Re: split-horizon & BGP

From: Howard C. Berkowitz (hcb@gettcomm.com)
Date: Wed Feb 26 2003 - 14:27:20 GMT-3


At 3:17 PM -0400 2/25/03, Joe Chang wrote:
>The original question is whether split horizon is used to prevent loops in
>BGP.
>
>Short answer is no, BGP will not send a route back to the advertising AS
>because BGP is aware that route has traversed that AS. This feature can be
>implemented regardless of where the routing protocol sits on the OSI.

_can_ be implemented. In other words, an implementer choice, which
may or may not be user-configurable. Depending on what you are
trying to do in the implementation, it may make sense to send out
garbage that you know will be rejected at the destination, if it
significantly saves processing resources at the source and bandwidth
is cheap.

This is not the trend, however, in either BGP architecture or
implementation, as evidenced by things like ORF. Maximum
preprocessing of updates is particularly important in BGP because
avoiding sending irrelevant or incorrect information contributes to
Internet stability.

Understanding the goal of stability is important to several current
BGP threads. I think it bothers some people, for example, that you
don't always get completely optimal route selection in a RR cluster.
Giving up route optimality for stability is a design choice.

>
>Howard, we don't care if you personally invented BGP, just give it to us
>straight, please?

What, Sir, do you mean by "straight"?

I personally rather like to know someone's credentials for making a
flat statement, be those literature references or personal experience.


• Task to carry out
The answer should be each line from the entries below that has the word "Image" in it.

• Stored data
+--

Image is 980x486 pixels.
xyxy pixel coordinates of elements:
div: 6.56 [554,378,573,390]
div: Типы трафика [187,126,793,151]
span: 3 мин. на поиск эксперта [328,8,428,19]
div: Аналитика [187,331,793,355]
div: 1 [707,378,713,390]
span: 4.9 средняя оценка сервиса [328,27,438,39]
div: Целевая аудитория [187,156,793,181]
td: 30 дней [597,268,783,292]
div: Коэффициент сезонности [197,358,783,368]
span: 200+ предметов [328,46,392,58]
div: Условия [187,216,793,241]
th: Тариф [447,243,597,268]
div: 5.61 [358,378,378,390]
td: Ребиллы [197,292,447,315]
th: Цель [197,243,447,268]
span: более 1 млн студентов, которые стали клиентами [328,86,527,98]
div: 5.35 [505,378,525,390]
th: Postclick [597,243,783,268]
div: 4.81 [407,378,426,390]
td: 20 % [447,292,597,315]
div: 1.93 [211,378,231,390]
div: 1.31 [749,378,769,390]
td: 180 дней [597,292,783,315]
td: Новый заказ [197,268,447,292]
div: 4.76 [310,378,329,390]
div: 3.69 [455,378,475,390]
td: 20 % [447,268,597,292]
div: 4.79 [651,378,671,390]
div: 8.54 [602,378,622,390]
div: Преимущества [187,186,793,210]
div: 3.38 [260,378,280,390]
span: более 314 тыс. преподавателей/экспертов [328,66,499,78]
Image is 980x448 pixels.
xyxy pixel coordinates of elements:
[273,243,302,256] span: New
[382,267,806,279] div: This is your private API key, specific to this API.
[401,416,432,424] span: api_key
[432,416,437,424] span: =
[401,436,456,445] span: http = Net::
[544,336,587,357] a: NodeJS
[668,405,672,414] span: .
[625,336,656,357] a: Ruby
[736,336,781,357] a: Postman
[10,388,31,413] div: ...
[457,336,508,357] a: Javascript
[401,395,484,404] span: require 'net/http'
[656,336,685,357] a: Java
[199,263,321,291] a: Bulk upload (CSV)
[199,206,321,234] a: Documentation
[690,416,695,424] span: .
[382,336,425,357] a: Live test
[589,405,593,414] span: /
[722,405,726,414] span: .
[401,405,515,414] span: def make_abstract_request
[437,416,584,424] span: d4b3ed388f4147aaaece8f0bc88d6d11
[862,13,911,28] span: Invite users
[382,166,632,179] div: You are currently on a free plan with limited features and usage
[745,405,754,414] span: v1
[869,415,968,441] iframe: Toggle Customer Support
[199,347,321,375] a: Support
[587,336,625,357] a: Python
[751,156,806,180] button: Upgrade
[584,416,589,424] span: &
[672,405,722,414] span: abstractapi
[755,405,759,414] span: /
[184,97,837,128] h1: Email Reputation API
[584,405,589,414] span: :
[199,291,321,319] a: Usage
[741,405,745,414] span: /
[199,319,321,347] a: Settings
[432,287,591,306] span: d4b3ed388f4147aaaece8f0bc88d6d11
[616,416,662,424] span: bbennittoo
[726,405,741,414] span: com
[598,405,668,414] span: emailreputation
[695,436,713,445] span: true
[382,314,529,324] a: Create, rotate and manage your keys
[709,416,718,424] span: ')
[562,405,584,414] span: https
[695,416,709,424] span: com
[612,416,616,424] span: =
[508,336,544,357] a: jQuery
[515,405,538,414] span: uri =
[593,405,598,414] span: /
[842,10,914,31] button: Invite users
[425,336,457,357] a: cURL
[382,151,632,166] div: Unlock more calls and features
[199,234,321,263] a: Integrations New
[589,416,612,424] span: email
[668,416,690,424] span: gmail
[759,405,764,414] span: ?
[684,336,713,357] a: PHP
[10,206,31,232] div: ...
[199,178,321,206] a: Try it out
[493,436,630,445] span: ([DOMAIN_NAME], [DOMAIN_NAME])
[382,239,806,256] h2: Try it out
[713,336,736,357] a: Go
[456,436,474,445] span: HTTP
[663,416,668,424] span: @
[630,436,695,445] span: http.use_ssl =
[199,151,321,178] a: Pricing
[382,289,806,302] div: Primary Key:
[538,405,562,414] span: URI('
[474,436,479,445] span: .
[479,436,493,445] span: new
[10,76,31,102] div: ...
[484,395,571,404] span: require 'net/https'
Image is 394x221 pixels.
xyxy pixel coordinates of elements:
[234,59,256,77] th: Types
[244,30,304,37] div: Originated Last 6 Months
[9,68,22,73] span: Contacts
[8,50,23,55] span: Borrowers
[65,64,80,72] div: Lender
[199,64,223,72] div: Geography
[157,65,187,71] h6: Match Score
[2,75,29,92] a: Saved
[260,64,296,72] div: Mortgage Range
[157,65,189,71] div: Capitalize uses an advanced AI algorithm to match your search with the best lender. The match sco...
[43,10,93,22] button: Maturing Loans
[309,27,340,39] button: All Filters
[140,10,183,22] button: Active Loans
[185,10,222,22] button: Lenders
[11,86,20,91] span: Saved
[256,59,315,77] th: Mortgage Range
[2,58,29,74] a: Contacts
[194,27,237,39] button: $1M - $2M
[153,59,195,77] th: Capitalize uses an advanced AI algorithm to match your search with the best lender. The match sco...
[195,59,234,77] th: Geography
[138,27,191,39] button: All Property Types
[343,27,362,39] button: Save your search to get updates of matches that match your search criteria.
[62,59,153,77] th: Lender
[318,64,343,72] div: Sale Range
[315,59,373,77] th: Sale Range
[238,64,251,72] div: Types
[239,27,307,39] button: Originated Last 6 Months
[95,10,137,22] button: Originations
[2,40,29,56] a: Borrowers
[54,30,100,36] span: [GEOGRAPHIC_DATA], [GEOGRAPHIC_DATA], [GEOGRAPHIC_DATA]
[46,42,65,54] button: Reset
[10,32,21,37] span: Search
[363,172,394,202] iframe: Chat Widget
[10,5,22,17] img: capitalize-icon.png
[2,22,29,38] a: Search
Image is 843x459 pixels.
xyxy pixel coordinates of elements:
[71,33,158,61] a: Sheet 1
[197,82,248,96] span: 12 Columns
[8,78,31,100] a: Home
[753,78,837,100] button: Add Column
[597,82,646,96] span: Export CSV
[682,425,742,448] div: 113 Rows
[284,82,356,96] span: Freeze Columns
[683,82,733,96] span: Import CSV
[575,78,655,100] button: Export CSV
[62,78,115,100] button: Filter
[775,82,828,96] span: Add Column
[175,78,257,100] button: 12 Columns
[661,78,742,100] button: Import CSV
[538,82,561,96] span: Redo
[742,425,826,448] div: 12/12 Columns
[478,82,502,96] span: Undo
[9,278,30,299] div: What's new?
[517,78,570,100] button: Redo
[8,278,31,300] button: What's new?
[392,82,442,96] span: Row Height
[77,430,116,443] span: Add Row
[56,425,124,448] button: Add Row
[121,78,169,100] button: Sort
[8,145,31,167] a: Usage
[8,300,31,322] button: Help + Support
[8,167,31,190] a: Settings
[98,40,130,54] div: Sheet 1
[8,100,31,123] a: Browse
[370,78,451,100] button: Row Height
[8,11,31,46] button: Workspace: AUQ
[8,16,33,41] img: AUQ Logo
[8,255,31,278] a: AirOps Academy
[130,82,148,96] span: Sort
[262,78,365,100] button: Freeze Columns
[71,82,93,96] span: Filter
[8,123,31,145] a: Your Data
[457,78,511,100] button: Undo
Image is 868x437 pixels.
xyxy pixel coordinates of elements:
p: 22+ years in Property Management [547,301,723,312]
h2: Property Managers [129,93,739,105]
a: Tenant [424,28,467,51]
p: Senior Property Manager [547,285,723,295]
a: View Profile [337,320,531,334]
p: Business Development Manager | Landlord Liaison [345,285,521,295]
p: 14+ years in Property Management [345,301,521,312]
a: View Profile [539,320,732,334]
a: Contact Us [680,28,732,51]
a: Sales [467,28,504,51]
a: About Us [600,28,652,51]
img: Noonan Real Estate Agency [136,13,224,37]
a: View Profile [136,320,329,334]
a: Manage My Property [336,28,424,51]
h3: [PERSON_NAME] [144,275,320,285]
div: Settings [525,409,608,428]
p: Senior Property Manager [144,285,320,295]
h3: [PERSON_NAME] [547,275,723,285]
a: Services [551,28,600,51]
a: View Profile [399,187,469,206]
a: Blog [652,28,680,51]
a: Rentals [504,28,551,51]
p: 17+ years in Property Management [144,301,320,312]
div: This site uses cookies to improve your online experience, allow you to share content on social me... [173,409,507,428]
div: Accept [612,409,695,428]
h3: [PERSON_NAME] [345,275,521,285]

+--

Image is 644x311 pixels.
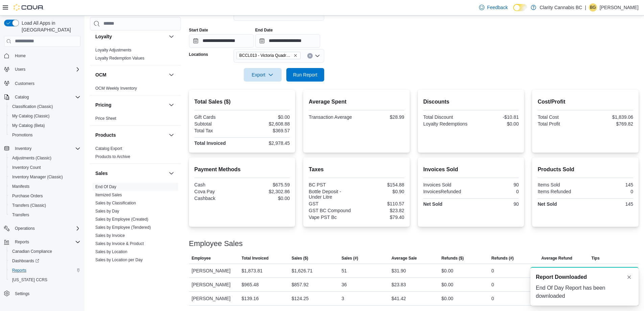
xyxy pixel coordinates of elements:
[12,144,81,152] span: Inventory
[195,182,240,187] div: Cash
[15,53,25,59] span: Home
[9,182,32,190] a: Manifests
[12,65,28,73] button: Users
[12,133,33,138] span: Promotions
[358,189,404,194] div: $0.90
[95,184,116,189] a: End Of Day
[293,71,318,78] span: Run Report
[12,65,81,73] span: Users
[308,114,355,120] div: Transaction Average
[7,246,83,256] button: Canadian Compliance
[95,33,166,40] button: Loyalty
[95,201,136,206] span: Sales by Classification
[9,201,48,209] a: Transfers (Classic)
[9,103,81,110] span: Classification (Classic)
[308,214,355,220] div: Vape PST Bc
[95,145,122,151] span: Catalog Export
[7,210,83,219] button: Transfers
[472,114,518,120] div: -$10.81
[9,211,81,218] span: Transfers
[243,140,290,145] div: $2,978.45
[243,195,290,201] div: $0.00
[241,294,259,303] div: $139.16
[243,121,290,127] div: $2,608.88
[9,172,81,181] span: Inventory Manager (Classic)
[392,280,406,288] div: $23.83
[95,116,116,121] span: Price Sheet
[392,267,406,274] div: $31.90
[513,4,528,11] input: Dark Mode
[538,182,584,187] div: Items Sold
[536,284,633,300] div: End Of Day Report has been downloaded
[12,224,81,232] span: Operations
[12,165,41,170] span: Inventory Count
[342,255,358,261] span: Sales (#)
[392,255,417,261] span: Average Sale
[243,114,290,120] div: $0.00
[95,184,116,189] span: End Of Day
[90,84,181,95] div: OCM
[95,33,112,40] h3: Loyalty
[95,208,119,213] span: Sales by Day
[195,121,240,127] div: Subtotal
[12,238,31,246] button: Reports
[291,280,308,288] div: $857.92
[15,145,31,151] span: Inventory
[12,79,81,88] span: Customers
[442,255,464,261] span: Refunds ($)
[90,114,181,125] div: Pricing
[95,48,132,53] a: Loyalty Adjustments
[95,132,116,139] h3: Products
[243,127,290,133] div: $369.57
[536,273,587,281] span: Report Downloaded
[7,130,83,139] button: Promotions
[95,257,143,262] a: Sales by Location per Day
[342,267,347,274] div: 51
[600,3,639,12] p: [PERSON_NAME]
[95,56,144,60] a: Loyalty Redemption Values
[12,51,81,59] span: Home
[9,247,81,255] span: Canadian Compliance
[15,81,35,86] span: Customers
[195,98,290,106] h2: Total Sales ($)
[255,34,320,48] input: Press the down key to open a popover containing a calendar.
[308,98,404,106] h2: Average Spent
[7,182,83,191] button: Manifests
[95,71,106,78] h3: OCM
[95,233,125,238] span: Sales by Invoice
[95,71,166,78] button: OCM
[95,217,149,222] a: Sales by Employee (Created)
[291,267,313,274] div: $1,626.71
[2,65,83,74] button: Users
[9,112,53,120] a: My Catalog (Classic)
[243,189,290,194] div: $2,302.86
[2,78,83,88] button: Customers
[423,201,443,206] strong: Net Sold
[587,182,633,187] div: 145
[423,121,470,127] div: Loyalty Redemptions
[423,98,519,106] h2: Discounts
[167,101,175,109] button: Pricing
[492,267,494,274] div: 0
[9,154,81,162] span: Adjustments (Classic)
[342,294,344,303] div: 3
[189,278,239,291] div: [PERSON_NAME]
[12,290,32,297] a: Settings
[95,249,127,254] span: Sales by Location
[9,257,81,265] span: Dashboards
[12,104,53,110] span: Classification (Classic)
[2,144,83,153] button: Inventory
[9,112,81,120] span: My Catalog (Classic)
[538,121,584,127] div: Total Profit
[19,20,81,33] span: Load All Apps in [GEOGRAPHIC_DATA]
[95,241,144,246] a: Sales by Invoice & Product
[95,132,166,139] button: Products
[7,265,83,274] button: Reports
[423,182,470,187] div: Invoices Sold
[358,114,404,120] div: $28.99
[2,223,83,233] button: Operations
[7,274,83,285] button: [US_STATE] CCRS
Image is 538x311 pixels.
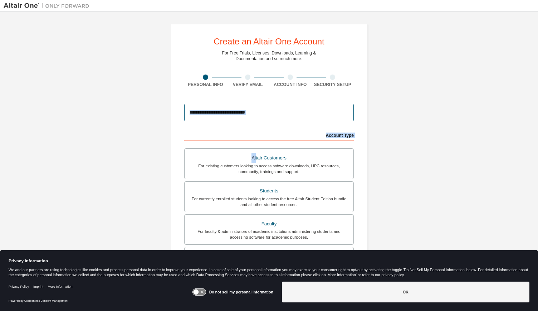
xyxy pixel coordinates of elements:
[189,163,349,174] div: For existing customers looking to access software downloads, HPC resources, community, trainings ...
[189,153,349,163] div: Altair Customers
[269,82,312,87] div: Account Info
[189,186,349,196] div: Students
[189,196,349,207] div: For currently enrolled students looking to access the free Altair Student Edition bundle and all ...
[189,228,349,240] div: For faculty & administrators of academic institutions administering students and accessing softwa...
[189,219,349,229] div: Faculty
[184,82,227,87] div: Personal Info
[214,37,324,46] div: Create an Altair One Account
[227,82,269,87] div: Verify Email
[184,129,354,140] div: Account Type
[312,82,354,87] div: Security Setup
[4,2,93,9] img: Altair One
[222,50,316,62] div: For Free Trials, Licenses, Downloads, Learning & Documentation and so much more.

+--

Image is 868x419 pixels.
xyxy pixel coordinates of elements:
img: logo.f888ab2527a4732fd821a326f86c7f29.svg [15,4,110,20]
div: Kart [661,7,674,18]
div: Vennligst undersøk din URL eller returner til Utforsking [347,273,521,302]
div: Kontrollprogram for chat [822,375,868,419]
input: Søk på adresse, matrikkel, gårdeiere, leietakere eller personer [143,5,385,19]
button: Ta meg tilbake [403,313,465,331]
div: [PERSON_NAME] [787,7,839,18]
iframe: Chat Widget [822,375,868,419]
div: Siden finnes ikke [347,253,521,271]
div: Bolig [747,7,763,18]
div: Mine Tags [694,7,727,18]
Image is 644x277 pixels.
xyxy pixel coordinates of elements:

+--

• Written reply
Image is 980x486 pixels.
Image is 980x448 pixels.
Image is 394x221 pixels.
Image is 843x459 pixels.
Image is 868x437 pixels.
Image is 644x311 pixels.
Image is 538x311 pixels.
Image is 868x419 pixels.
Image is 644x277 pixels.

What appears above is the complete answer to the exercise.